Bravo Figaro

Mark Thomas
South Street Arts Centre

Bravo Figaro, Mark Thomas Credit: Idil Sukan

Mark Thomas comes from an, unfortunately, diminishing line of alternative comedians who use their voice and their audience to try to bring about social and political change, to fight the illiberal, the bullies of the world.

His work is filled with an urgency and a fight for change that makes it gripping. This is why he is best known for his political stand up comedy and his activism. He is also, undoubtedly a consummate performer.

Bravo Figaro is something quite different, and yet utterly recognisably Mark Thomas, and, as always, hilarious and cleverly written. Mark’s work is always painfully honest and vitally important, but he is normally telling someone else’s story. This new piece, still painfully honest, tells his own story and is all the more touching for it.

The end result is a rapid, poetic, lyrical story, told with energy and drive, and speckled with humanness and warmth. It is a piece about the legacy that our parents leave traced across our personalities, the good and the bad, because of them and despite them.

Bravo Figaro is the story of Mark’s father, a ‘character’, a self-employed builder and a skilled craftsman, loyally working class, a staunch supporter of hard graft, and with a dangerous temper. A man who was full of dichotomies, who played opera on his building site, who valued demanding, physical and profitable labour over any other, but spent his hard earned money visiting Glyndebourne and complaining about the prices.

Through opera, a man who was filthy from a building site every day, found a delicate beauty and revelled in it. A man who, once so present that the family would creep about him so as not to stir his temper, slowly disappeared from within himself because of progressive supranuclear palsy.

The piece is crafted with no small nod to stand-up comedy, but it is firmly in the genre of theatre: it is story-telling in its truest form. Stripped back, uncluttered by complicated theatrical devices, he introduces us to his father, his mother, his brother, and by default, himself.

From within a sparingly decorated set of memorabilia from his childhood, the voices of his family float out, via pre-recorded interviews. Mark’s narrative, his comment and reflection, is delivered at his usual fast, almost breathless pace. It is still laced with political comment and his usual searing, hilarious wit, but it is also poignant and delicate and characterful.

The humour in this writing is of the highest quality, told through character and bitter satire, the sadness with which it is interwoven heightens each extreme of emotion as we are carefully guided from one to the other. When music appears, it is, of course, opera, and it is loud and strong, and sparingly used.

We see Mark Thomas as a theatre performer in this piece—he is ‘acting’. It feels more rehearsed than his stand-up comedy, although I suspect that is more to do with how comfortable he is as a stand-up and how easy he makes it look, but his performance here has a vulnerability that is gently moving.

This piece is not a glowing homage to a wonderful man; his father was not, by any means, perfect. Instead, it is a glowing homage to the power of human beings to forgive, or to manage alongside something unforgivable.

Like grief, that never leaves, we simply learn to live around the immovable obstacles in our life, and the journey it makes us take is all the richer for it, even if we don’t see it until much further down the road. It is the voice of Mark’s brother, speaking from within a glowing wooden ark that their father made, that expresses this concept so well, when he says "he had a real temper, but I don’t like to talk about it, because he’s my dad and I love him".

Bravo Figaro is touring for one week only in January to Ropetackle Arts Centre, New Milton Forest Arts Centre, Ashcroft Arts Centre Fareham and Norden Farm Centre, Maidenhead.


* Task details
Take each line of the material that includes "this" and copy it.

* Recorded information
▼

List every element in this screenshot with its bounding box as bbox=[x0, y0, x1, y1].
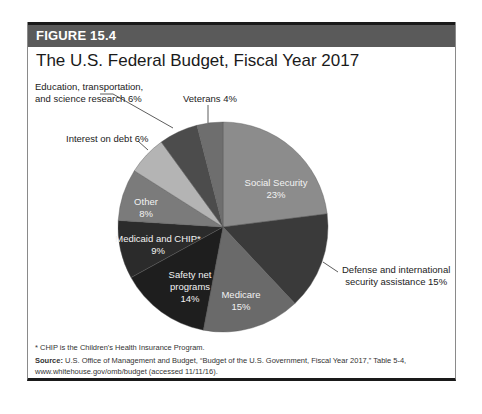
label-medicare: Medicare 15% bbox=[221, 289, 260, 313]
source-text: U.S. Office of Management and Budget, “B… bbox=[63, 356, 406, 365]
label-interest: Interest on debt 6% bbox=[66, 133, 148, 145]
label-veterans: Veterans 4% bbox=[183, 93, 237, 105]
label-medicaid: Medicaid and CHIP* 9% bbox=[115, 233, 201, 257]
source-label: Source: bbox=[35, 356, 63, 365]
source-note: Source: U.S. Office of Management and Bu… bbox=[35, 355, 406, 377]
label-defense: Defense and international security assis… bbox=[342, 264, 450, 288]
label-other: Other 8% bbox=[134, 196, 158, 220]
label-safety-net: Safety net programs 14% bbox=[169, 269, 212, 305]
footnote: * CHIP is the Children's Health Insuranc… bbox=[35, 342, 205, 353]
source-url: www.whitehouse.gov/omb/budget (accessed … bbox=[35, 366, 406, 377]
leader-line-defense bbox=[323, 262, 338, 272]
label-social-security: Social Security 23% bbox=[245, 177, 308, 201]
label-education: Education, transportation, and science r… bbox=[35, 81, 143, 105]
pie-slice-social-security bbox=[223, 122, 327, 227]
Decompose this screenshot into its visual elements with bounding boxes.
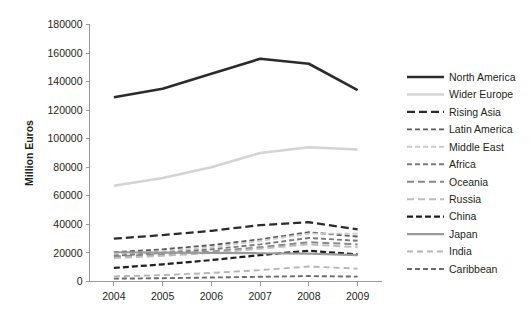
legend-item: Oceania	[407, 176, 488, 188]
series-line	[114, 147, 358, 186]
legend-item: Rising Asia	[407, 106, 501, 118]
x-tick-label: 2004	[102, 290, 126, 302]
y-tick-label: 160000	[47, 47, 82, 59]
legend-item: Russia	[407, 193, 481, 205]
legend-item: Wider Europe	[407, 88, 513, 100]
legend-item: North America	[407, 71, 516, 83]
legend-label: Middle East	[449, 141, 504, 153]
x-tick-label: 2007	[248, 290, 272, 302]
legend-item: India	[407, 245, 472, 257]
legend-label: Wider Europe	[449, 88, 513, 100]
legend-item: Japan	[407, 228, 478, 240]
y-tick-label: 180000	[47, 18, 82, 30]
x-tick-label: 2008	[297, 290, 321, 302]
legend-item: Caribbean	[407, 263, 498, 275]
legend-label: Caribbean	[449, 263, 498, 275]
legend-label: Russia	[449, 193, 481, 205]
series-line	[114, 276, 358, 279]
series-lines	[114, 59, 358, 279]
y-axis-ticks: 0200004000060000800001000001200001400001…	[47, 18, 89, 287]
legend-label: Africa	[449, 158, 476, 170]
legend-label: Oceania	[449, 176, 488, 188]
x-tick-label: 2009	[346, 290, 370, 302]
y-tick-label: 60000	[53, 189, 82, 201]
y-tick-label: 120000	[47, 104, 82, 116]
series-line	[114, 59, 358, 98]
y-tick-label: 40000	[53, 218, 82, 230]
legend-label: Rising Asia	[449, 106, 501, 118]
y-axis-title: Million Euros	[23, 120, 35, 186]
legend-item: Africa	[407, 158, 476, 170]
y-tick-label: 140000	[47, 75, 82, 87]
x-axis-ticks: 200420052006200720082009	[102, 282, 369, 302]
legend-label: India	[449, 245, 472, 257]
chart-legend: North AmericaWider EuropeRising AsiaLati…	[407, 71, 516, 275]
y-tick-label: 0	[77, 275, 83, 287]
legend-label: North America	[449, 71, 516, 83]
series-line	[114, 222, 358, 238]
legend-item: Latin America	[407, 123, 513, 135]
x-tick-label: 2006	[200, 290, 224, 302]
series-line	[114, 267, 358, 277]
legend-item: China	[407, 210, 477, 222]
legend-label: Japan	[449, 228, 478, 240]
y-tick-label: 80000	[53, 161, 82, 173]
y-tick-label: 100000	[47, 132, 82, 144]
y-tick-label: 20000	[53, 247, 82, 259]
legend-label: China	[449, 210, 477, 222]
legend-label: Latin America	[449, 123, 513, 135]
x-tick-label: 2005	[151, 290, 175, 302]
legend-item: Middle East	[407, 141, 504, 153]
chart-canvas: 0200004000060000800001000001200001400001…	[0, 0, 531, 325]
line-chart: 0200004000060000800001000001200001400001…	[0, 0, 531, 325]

▲
▼

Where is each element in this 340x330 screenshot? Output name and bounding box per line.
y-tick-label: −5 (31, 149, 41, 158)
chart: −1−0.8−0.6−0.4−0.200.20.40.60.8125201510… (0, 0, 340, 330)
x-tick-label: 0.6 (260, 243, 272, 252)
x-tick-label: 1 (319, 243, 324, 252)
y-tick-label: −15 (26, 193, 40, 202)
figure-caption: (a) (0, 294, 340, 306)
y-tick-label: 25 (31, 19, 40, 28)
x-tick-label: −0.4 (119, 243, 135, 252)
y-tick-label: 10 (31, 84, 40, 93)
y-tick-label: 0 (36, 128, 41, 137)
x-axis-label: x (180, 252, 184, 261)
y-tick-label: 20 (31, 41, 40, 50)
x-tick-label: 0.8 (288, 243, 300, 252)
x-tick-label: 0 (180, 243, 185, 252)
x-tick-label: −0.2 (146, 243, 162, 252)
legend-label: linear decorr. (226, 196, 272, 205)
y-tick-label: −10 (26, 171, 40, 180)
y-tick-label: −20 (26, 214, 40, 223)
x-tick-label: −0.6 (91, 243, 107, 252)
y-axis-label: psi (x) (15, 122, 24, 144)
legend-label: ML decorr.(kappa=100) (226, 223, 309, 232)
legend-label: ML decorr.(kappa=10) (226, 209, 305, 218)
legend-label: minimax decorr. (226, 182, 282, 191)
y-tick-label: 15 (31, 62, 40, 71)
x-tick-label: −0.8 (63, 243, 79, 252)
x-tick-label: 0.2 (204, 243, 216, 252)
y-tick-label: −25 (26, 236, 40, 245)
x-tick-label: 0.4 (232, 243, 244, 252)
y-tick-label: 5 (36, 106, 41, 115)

▲

* Finished exercise
List every element in this screenshot with its bounding box as bbox=[x0, y0, x1, y1].
Decompose this screenshot into its visual elements with bounding boxes.
Where is each element in this 340x330 screenshot? Output name and bounding box per line.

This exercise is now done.